The team at 5 Lives Studios pulled off something amazing that few other games get right – the atmosphere. The sleepless rain-soaked neon world is seamless as well. You can walk from the safety of the streets directly into assaulting a corporate safe haven without a load or transition of any kind, other than a suddenly restricted save function — you can only save when it’s safe and you aren’t in a stronghold. As a consequence, when you enter a building you’ll get a simple text pop-up of what happened inside. It doesn’t detract, instead enticing your imagination while igniting an immediate need to safely escape, lest you leave your precious spoils on the ground should you die. When the controls cooperate, it’s in these moments that the game shines its brightest.

The world of Satellite Reign is alive with people, vehicles, food stands, advertisements, and more. Unfortunately, very little of it means more than a barrier to your team’s attempts to ransack every corporate entity in the game. You’ll learn things from bribes, but otherwise there’s little in the way of conversations or interactions with NPC. Sure, they’ll run screaming if you pull your weapons in the streets, but they are otherwise just non-interactive meatbags.

Stealing data is a hacker mainstay

Stealing data is a hacker mainstay

I was surprised in the lack of customization for the crew. While you can pick and choose the weapons and mods, augments (head, body, arms, and legs), and color choices for your super soldiers, you can’t otherwise customize them. You can inspect people running around in the environment and hijack them as clones when you find one you like, but you’ll always be dressed like a reject from The Matrix. You can’t change their clothes, hairstyle, race, name, sex, or anything else that makes you care about the character. Couple that with the clone system that removes anything in the way of penalty and you start to see your crew as meat-popsicle archetypes you throw into the bullet-grinder without consequence.

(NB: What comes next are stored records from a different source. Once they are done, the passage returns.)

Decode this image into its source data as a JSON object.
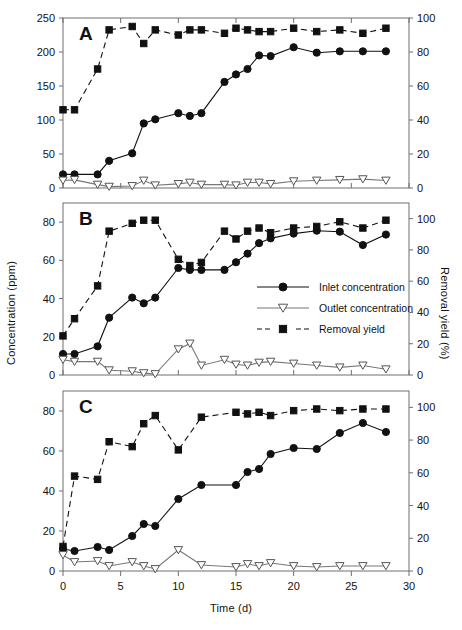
{
  "figure": {
    "xlabel": "Time (d)",
    "ylabel_left": "Concentration (ppm)",
    "ylabel_right": "Removal yield (%)",
    "panel_labels": [
      "A",
      "B",
      "C"
    ]
  },
  "legend": {
    "position": "panel-B-right-center",
    "items": [
      {
        "label": "Inlet concentration",
        "marker": "filled-circle",
        "line": "solid",
        "color": "#111111"
      },
      {
        "label": "Outlet concentration",
        "marker": "open-down-triangle",
        "line": "solid",
        "color": "#777777"
      },
      {
        "label": "Removal yield",
        "marker": "filled-square",
        "line": "dashed",
        "color": "#111111"
      }
    ]
  },
  "chart_data": [
    {
      "type": "line",
      "panel": "A",
      "title": "A",
      "xlabel": "Time (d)",
      "ylabel": "Concentration (ppm)",
      "ylabel_right": "Removal yield (%)",
      "xlim": [
        0,
        30
      ],
      "ylim": [
        0,
        250
      ],
      "ylim_right": [
        0,
        100
      ],
      "xticks": [
        0,
        5,
        10,
        15,
        20,
        25,
        30
      ],
      "yticks": [
        0,
        50,
        100,
        150,
        200,
        250
      ],
      "yticks_right": [
        0,
        20,
        40,
        60,
        80,
        100
      ],
      "grid": false,
      "series": [
        {
          "name": "Inlet concentration",
          "axis": "left",
          "x": [
            0,
            1,
            3,
            4,
            6,
            7,
            8,
            10,
            11,
            12,
            14,
            15,
            16,
            17,
            18,
            20,
            22,
            24,
            26,
            28
          ],
          "values": [
            20,
            20,
            20,
            40,
            51,
            95,
            101,
            110,
            106,
            110,
            156,
            167,
            175,
            195,
            194,
            207,
            199,
            201,
            201,
            201
          ]
        },
        {
          "name": "Outlet concentration",
          "axis": "left",
          "x": [
            0,
            1,
            3,
            4,
            6,
            7,
            8,
            10,
            11,
            12,
            14,
            15,
            16,
            17,
            18,
            20,
            22,
            24,
            26,
            28
          ],
          "values": [
            11,
            12,
            5,
            2,
            3,
            11,
            4,
            6,
            8,
            5,
            5,
            4,
            8,
            8,
            6,
            10,
            11,
            12,
            13,
            11
          ]
        },
        {
          "name": "Removal yield",
          "axis": "right",
          "x": [
            0,
            1,
            3,
            4,
            6,
            7,
            8,
            10,
            11,
            12,
            14,
            15,
            16,
            17,
            18,
            20,
            22,
            24,
            26,
            28
          ],
          "values": [
            46,
            46,
            70,
            93,
            95,
            85,
            93,
            90,
            93,
            93,
            91,
            94,
            93,
            92,
            92,
            94,
            92,
            93,
            91,
            94
          ]
        }
      ]
    },
    {
      "type": "line",
      "panel": "B",
      "title": "B",
      "xlabel": "Time (d)",
      "ylabel": "Concentration (ppm)",
      "ylabel_right": "Removal yield (%)",
      "xlim": [
        0,
        30
      ],
      "ylim": [
        0,
        90
      ],
      "ylim_right": [
        0,
        110
      ],
      "xticks": [
        0,
        5,
        10,
        15,
        20,
        25,
        30
      ],
      "yticks": [
        0,
        20,
        40,
        60,
        80
      ],
      "yticks_right": [
        0,
        20,
        40,
        60,
        80,
        100
      ],
      "grid": false,
      "series": [
        {
          "name": "Inlet concentration",
          "axis": "left",
          "x": [
            0,
            1,
            3,
            4,
            6,
            7,
            8,
            10,
            11,
            12,
            14,
            15,
            16,
            17,
            18,
            20,
            22,
            24,
            26,
            28
          ],
          "values": [
            11,
            11,
            15,
            30,
            40.5,
            37.5,
            40.5,
            56,
            55,
            55,
            55,
            59,
            63.5,
            69,
            71.5,
            74,
            75.5,
            75,
            68,
            73.5
          ]
        },
        {
          "name": "Outlet concentration",
          "axis": "left",
          "x": [
            0,
            1,
            3,
            4,
            6,
            7,
            8,
            10,
            11,
            12,
            14,
            15,
            16,
            17,
            18,
            20,
            22,
            24,
            26,
            28
          ],
          "values": [
            8,
            7,
            7,
            2.5,
            2,
            1,
            0.5,
            13.5,
            16.5,
            5,
            8,
            5.5,
            5,
            6.5,
            7,
            6,
            5,
            4,
            5,
            3
          ]
        },
        {
          "name": "Removal yield",
          "axis": "right",
          "x": [
            0,
            1,
            3,
            4,
            6,
            7,
            8,
            10,
            11,
            12,
            14,
            15,
            16,
            17,
            18,
            20,
            22,
            24,
            26,
            28
          ],
          "values": [
            25,
            36,
            57,
            92,
            97,
            99,
            99,
            74,
            70,
            72,
            92,
            87,
            92,
            94,
            91,
            94,
            95,
            98,
            94,
            99
          ]
        }
      ]
    },
    {
      "type": "line",
      "panel": "C",
      "title": "C",
      "xlabel": "Time (d)",
      "ylabel": "Concentration (ppm)",
      "ylabel_right": "Removal yield (%)",
      "xlim": [
        0,
        30
      ],
      "ylim": [
        0,
        90
      ],
      "ylim_right": [
        0,
        110
      ],
      "xticks": [
        0,
        5,
        10,
        15,
        20,
        25,
        30
      ],
      "yticks": [
        0,
        20,
        40,
        60,
        80
      ],
      "yticks_right": [
        0,
        20,
        40,
        60,
        80,
        100
      ],
      "grid": false,
      "series": [
        {
          "name": "Inlet concentration",
          "axis": "left",
          "x": [
            0,
            1,
            3,
            4,
            6,
            7,
            8,
            10,
            12,
            15,
            16,
            17,
            18,
            20,
            22,
            24,
            26,
            28
          ],
          "values": [
            11,
            10,
            12,
            10.5,
            17.5,
            23.5,
            22.5,
            36,
            43,
            43,
            49.5,
            51,
            58.5,
            61.5,
            61,
            69,
            74,
            69.5
          ]
        },
        {
          "name": "Outlet concentration",
          "axis": "left",
          "x": [
            0,
            1,
            3,
            4,
            6,
            7,
            8,
            10,
            12,
            15,
            16,
            17,
            18,
            20,
            22,
            24,
            26,
            28
          ],
          "values": [
            8,
            4.5,
            5,
            2.5,
            4.5,
            2.5,
            1,
            10.5,
            3,
            2,
            3.5,
            2.5,
            4,
            2.5,
            2,
            2.5,
            2.5,
            2.5
          ]
        },
        {
          "name": "Removal yield",
          "axis": "right",
          "x": [
            0,
            1,
            3,
            4,
            6,
            7,
            8,
            10,
            12,
            15,
            16,
            17,
            18,
            20,
            22,
            24,
            26,
            28
          ],
          "values": [
            15,
            58,
            56,
            79,
            76,
            90,
            95,
            74,
            94,
            97,
            96,
            97,
            95,
            98,
            99,
            98,
            99,
            99
          ]
        }
      ]
    }
  ]
}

“The future is here. It’s just not widely distributed yet.” — William Gibson

If there is one thing that surprised me quite a bit, it’s the sheer magnitude of this Satellite Reign. The massive downtown area is just one of the four major hubs, with a fifth smaller area hanging in the wings. The massive play space is filled with subtle nods to other games, both new and old. For example, Hertzog and Zwei Streets intersect, referencing an early Sega RTS that predated genre-defining Dune II by three years. You’ll also see clear influences from Blade Runner, The Matrix, Neuromancer, and other cyberpunk games and media. Each area feels different as well – I just wish the citizens were more than mobile clone meat.

The camera system in Satellite Reign is one thing that remained the same from the original release. It’s isometric, but unlike other Unity-based cyberpunk games you might think of, you can’t rotate the camera. You can tilt it about 45 degrees to the left or right, but you can’t spin it around for a better tactical view. It also tends to sway back and forth, undulating and keeping the world in motion. It’s clearly an aesthetic choice made to show the game in the best possible angles. Thankfully it doesn’t get in the way, but it may be a turnoff for some players.

Executive Director and Editor-in-Chief | [email protected]

Ron Burke is the Editor in Chief for Gaming Trend. Currently living in Fort Worth, Texas, Ron is an old-school gamer who enjoys CRPGs, action/adventure, platformers, music games, and has recently gotten into tabletop gaming.

Ron is also a fourth degree black belt, with a Master's rank in Matsumura Seito Shōrin-ryū, Moo Duk Kwan Tang Soo Do, Universal Tang Soo Do Alliance, and International Tang Soo Do Federation. He also holds ranks in several other styles in his search to be a well-rounded fighter.

Ron has been married to Gaming Trend Editor, Laura Burke, for 27 years. They have three dogs - Pazuzu (Irish Terrier), Atë, and Calliope (both Australian Kelpie/Pit Bull mixes).

85

Great

Satellite Reign

Review Guidelines

Satellite Reign is an incredible successor to Syndicate that gets more right than not. Where it falls down on bugs and control issues, it shines brightly in aesthetics and fantastic combat mechanics.

Ron Burke

Unless otherwise stated, the product in this article was provided for review purposes.